Thursday, September 9, 2010

Radiant Heat

I figured that shining a light on a matte-black surface would be more efficient than hooking up wires to my moving Y build platform.

After getting some black construction paper to 100 deg C in less than a minute... I was worried about having too much heat with my 150W radiant heater bulb. Not the case as it turns out.


I bought some matt black high-temperature paint, cut a 2mm aluminum plate to my table size (30x24), wiped it with acetone and sprayed it matte-black.

A couple hours later I rested it on a thermocouple, on my MDF build platform, and turned the light on it at a distance of about 30cm, normal to the surface.

The temperature under the plate topped out in about 8 minutes, at 77 deg C. I put a piece of glass on it, and when it took another 10 minutes to get back to 80 deg, I canceled the operation, realizing that the top surface of the glass would be cooler than the plate anyways.

Next was a layer of Kapton on top. The temperature quite quickly came up to 80 to 90 deg. C. The tape obviously absorbs IR.

I decided to print a Wade's large gear, as I had printed one the night before on acrylic, mostly successfully, but with a bit of warp.

I positioned the light at a 45 deg. angle, aimed into the extruder's hot-end. Temperatures were still about 90ish in front of the extruder, as measured by my IR non-contact thermometer. (I checked with the heat-light off for a sec to be sure it wasn't effected.)


I couldn't get my ABS natural to stick to it, I even wiped it with acetone... Someone on IRC was talking about 'drymount' adhesive spray, which I had laying nearby.. so gave it a try in desperation. (Amazing what you'll do when you have an audience on IRC watching a webcam feed ;-)

Drymount worked great for getting the print to stick.

And the 80 - 90 deg C surface temperature, plus whatever the natural ABS makes internally from the light, works for keeping the print straight.... where it's warm...

But the backside was cooler.. by quite a bit... and showed quite bad shrinking... even worse than my whole gear was exhibiting on acrylic for some reason.. I aborted the print when I saw the back lifting.

It's clear to me that to do this, would need 2 150 watt lights, front and back... resistive heat is starting to look pretty good to me.

1 comment:

  1. Glad to see that this worked so well! I think that four lights, one at each corner, would work best, of course you could use lower wattage.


▶ **Work item**: Write the lines below out exactly, dropping each picture.

[Extracted entries — start]

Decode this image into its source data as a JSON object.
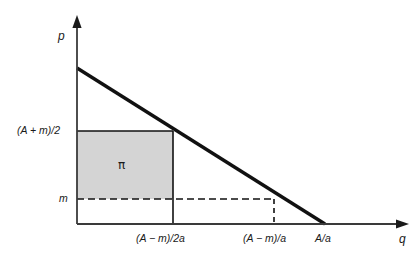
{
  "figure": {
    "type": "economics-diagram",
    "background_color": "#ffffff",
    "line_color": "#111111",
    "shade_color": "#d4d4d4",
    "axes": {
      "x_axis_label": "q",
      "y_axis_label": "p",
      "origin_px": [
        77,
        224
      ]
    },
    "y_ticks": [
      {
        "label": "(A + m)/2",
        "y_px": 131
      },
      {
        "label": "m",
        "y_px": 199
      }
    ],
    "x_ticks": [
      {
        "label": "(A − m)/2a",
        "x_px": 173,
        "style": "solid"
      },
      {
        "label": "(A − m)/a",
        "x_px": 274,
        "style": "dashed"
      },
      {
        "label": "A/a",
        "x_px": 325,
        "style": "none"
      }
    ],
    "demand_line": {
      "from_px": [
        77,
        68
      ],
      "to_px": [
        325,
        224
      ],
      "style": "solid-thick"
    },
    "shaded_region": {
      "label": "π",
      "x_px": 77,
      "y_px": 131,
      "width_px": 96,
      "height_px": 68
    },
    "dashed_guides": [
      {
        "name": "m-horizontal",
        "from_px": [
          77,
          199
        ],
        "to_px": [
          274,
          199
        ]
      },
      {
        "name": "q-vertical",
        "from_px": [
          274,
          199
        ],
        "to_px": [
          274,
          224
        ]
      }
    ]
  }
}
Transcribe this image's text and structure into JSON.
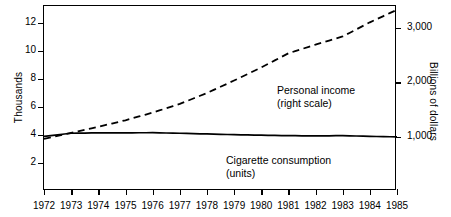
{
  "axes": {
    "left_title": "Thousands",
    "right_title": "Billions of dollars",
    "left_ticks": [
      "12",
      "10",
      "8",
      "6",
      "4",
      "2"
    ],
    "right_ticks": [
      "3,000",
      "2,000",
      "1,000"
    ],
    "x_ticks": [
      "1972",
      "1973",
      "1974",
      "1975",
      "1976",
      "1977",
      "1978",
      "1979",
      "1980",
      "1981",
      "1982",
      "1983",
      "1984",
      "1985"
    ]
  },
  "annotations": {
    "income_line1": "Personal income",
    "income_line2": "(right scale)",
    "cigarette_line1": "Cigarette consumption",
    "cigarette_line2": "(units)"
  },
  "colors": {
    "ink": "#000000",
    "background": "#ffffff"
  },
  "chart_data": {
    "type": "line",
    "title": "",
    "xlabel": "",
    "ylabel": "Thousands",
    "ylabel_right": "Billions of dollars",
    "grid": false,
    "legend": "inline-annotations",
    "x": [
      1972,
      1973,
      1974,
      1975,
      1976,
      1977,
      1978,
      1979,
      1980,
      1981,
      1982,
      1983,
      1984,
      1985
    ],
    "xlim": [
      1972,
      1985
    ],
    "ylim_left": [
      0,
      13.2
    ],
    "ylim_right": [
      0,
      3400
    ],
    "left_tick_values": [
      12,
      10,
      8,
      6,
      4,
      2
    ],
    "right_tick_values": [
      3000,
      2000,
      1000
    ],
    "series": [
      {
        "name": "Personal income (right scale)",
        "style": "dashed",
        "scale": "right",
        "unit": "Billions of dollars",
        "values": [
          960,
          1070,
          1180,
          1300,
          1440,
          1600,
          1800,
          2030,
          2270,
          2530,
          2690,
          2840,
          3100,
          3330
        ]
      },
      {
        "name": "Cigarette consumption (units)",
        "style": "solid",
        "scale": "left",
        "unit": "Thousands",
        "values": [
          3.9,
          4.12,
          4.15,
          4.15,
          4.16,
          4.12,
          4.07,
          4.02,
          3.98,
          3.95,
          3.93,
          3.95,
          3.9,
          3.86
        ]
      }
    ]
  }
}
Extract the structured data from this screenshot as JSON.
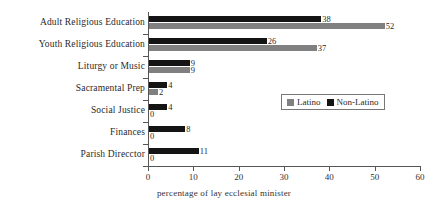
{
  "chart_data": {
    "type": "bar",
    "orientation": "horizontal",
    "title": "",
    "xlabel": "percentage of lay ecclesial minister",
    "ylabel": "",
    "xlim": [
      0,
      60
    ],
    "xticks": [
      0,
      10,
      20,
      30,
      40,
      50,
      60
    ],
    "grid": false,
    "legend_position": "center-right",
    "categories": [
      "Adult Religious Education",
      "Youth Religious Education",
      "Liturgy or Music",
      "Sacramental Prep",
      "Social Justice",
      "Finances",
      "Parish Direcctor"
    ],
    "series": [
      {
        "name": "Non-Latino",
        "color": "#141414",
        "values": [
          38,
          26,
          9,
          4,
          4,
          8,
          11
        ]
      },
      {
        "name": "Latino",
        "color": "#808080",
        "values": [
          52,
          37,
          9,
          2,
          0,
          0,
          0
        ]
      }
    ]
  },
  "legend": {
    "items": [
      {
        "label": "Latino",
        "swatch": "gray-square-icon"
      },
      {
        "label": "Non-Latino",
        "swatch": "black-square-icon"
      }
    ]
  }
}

[Extracted entries — finish]

▶ **Task output**:
Decode this image into its source data as a JSON object.
{
  "figure": {
    "type": "economics-diagram",
    "background_color": "#ffffff",
    "line_color": "#111111",
    "shade_color": "#d4d4d4",
    "axes": {
      "x_axis_label": "q",
      "y_axis_label": "p",
      "origin_px": [
        77,
        224
      ]
    },
    "y_ticks": [
      {
        "label": "(A + m)/2",
        "y_px": 131
      },
      {
        "label": "m",
        "y_px": 199
      }
    ],
    "x_ticks": [
      {
        "label": "(A − m)/2a",
        "x_px": 173,
        "style": "solid"
      },
      {
        "label": "(A − m)/a",
        "x_px": 274,
        "style": "dashed"
      },
      {
        "label": "A/a",
        "x_px": 325,
        "style": "none"
      }
    ],
    "demand_line": {
      "from_px": [
        77,
        68
      ],
      "to_px": [
        325,
        224
      ],
      "style": "solid-thick"
    },
    "shaded_region": {
      "label": "π",
      "x_px": 77,
      "y_px": 131,
      "width_px": 96,
      "height_px": 68
    },
    "dashed_guides": [
      {
        "name": "m-horizontal",
        "from_px": [
          77,
          199
        ],
        "to_px": [
          274,
          199
        ]
      },
      {
        "name": "q-vertical",
        "from_px": [
          274,
          199
        ],
        "to_px": [
          274,
          224
        ]
      }
    ]
  }
}
Transcribe this image's text and structure into JSON.
{
  "axes": {
    "left_title": "Thousands",
    "right_title": "Billions of dollars",
    "left_ticks": [
      "12",
      "10",
      "8",
      "6",
      "4",
      "2"
    ],
    "right_ticks": [
      "3,000",
      "2,000",
      "1,000"
    ],
    "x_ticks": [
      "1972",
      "1973",
      "1974",
      "1975",
      "1976",
      "1977",
      "1978",
      "1979",
      "1980",
      "1981",
      "1982",
      "1983",
      "1984",
      "1985"
    ]
  },
  "annotations": {
    "income_line1": "Personal income",
    "income_line2": "(right scale)",
    "cigarette_line1": "Cigarette consumption",
    "cigarette_line2": "(units)"
  },
  "colors": {
    "ink": "#000000",
    "background": "#ffffff"
  },
  "chart_data": {
    "type": "line",
    "title": "",
    "xlabel": "",
    "ylabel": "Thousands",
    "ylabel_right": "Billions of dollars",
    "grid": false,
    "legend": "inline-annotations",
    "x": [
      1972,
      1973,
      1974,
      1975,
      1976,
      1977,
      1978,
      1979,
      1980,
      1981,
      1982,
      1983,
      1984,
      1985
    ],
    "xlim": [
      1972,
      1985
    ],
    "ylim_left": [
      0,
      13.2
    ],
    "ylim_right": [
      0,
      3400
    ],
    "left_tick_values": [
      12,
      10,
      8,
      6,
      4,
      2
    ],
    "right_tick_values": [
      3000,
      2000,
      1000
    ],
    "series": [
      {
        "name": "Personal income (right scale)",
        "style": "dashed",
        "scale": "right",
        "unit": "Billions of dollars",
        "values": [
          960,
          1070,
          1180,
          1300,
          1440,
          1600,
          1800,
          2030,
          2270,
          2530,
          2690,
          2840,
          3100,
          3330
        ]
      },
      {
        "name": "Cigarette consumption (units)",
        "style": "solid",
        "scale": "left",
        "unit": "Thousands",
        "values": [
          3.9,
          4.12,
          4.15,
          4.15,
          4.16,
          4.12,
          4.07,
          4.02,
          3.98,
          3.95,
          3.93,
          3.95,
          3.9,
          3.86
        ]
      }
    ]
  }
}
Extract the structured data from this screenshot as JSON.
{
  "chart_data": {
    "type": "bar",
    "orientation": "horizontal",
    "title": "",
    "xlabel": "percentage of lay ecclesial minister",
    "ylabel": "",
    "xlim": [
      0,
      60
    ],
    "xticks": [
      0,
      10,
      20,
      30,
      40,
      50,
      60
    ],
    "grid": false,
    "legend_position": "center-right",
    "categories": [
      "Adult Religious Education",
      "Youth Religious Education",
      "Liturgy or Music",
      "Sacramental Prep",
      "Social Justice",
      "Finances",
      "Parish Direcctor"
    ],
    "series": [
      {
        "name": "Non-Latino",
        "color": "#141414",
        "values": [
          38,
          26,
          9,
          4,
          4,
          8,
          11
        ]
      },
      {
        "name": "Latino",
        "color": "#808080",
        "values": [
          52,
          37,
          9,
          2,
          0,
          0,
          0
        ]
      }
    ]
  },
  "legend": {
    "items": [
      {
        "label": "Latino",
        "swatch": "gray-square-icon"
      },
      {
        "label": "Non-Latino",
        "swatch": "black-square-icon"
      }
    ]
  }
}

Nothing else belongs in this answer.